Graham Masterton was born in Edinburgh in 1946. His grandfather was Thomas Thorne Baker, the eminent scientist who invented DayGlo and was the first man to transmit news photographs by wireless. After training as a newspaper reporter, Graham went on to edit the new British men's magazine Mayfair, where he encouraged William Burroughs to develop a series of scientific and philosophical articles which eventually became Burroughs' novel The Wild Boys. At the age of 24, Graham was appointed executive editor of both Penthouse and Penthouse Forum magazines. At this time he started to write a bestselling series of sex 'how-to' books including How To Drive Your Man Wild In Bed which has sold over 3 million copies worldwide. His latest, Wild Sex For New Lovers is published by Penguin Putnam in January, 2001. He is a regular contributor to Cosmopolitan, Men's Health, Woman, Woman's Own and other mass-market self-improvement magazines. Graham Masterton's debut as a horror author began with The Manitou in 1976, a chilling tale of a Native American medicine man reborn in the present day to exact his revenge on the white man. It became an instant bestseller and was filmed with Tony Curtis, Susan Strasberg, Burgess Meredith, Michael Ansara, Stella Stevens and Ann Sothern. Altogether Graham has written more than a hundred novels ranging from thrillers (The Sweetman Curve, Ikon) to disaster novels (Plague, Famine) to historical sagas (Rich and Maiden Voyage - both appeared in the New York Times bestseller list). He has published four collections of short stories, Fortnight of Fear, Flights of Fear, Faces of Fear and Feelings of Fear.
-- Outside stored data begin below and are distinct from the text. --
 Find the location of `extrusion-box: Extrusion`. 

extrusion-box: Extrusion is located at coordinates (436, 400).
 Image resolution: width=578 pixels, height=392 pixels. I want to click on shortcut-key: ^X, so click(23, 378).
He has also written horror novels for children (House of Bones, Hair-Raiser) and has just finished the fifth volume in a very popular series for young adults, Rook, based on the adventures of an idiosyncratic remedial English teacher in a Los Angeles community college who has the facility to see ghosts. Since then Graham has published more than 35 horror novels, including Charnel House, which was awarded a Special Edgar by Mystery Writers of America; Mirror, which was awarded a Silver Medal by West Coast Review of Books; and Family Portrait, an update of Oscar Wilde's tale, The Picture of Dorian Gray, which was the only non-French winner of the prestigious Prix Julia Verlanger in France. He and his wife Wiescka live in a Gothic Victorian mansion high above the River Lee in Cork, Ireland.